ON THE RISE? The 11-year-old city of Spokane Valley has 175 healthcare-related business licenses on file. Ninety-four of those have been filed since the beginning of 2012, including 34 in 2012, 48 in 2013 and 12 thus far in 2014 —including Family First Care Management, Senior Helpers of Spokane and Instant MD. These statistics include an unknown number of businesses that renewed a business license after allowing it to lapse.

HEALTHY VALLEY PHOTO BY CRAIG HOWARD

A sign of the times? The $44 million Providence Medical Park opens April 28. The project is the most visible among dozens set in motion since 2008 to revitalize the Spokane Valley healthcare landscape. ridor near Valley Hospital between Pines and McDonald roads. Cancer Care Northwest expanded an already established Valley practice with a new 20,000-squarefoot facility at 1204 N. Vercler, while Spokane-based Medical Oncology Associates opened the 22,000-square-foot Spokane Valley Cancer Center at 13424 E. Mission Ave — both multi-million-dollar investments. Added up, investments by Providence, CHS and the two new cancer facilities total more than $95 million. Meanwhile, many independent medical providers have aligned with either Providence or CHS. Both companies report the investment has meant new jobs and better, closer-to-home healthcare for Valley residents.

Valley Hospital: focus on quality “It takes investment to improve quality.” Those are the words of Sasha Weiler, the communications director for both Valley Hospital and Deaconess.

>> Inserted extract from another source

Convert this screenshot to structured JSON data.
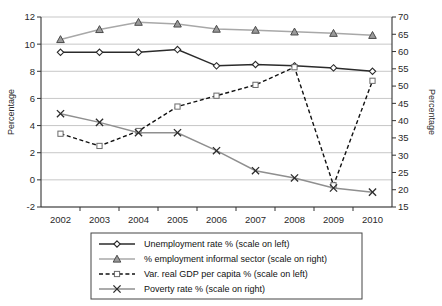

Valley Hospital was in dire straits, Weiler explained, when CHS bought the hospital for $272 million in 2008 from Empire Health Services, a nonprofit organization, a purchase that also included Deaconess Hospital in Spokane. Weiler said the past

six years have been extremely fruitful, particularly for the Valley. “We’ve thoughtfully grown services, helped recruit many new physicians to the Spokane Valley area, expanded the number of people we employ in key areas and improved financial performance to better position us for success,” she said. The level of investment CHS put into the Valley hospital — Weiler reported some $25.5 million poured into hospital equipment since 2008 — is reaping large returns. “We’ve seen increases in surgical volume, admission and babies born since 2008,” Weiler said. “We’ve also seen an increase in market share — from under 10 percent Spokane County market share for inpatient admissions in 2009 to over 13 percent in 2012.” When CHS acquired Valley Hospital, it was “very undercapitalized,” according to Weiler. The hospital, which opened in 1969, had been expanded numerous times of the years, including a 53,000-squarefoot addition in 2002. However, keeping pace with necessary investments in technology and infrastructure had been a challenge. “Many basic needs and upgrades had gone unmet — some of the first major

FOR MORE Take a photo tour and learn more about the new Providence Medical Park Spokane Valley campus and the Valley Hospital Medical Office Building, both of which are making their debuts this spring. Pages 6-9 investments we made (were for) things like new patient beds, monitors, computers, carts, tables — good things that aren’t as ‘publicly visible’ as a new building or a waiting room model, but essential for good patient care,” she said. The first major purchase Valley Hospital made was a new CT scanner for half a million dollars, though spending six or more figures in a single transaction has proven to not be an uncommon occurrence. Among the other big-ticket expenditures since 2008: new patient monitors ($876,000), new perinatal monitoring system ($484,000), an advanced interventional radiology room ($1.3 million), MRI upgrades ($425,000), and improving all six operating rooms to “i-Suites” ($2.3 million).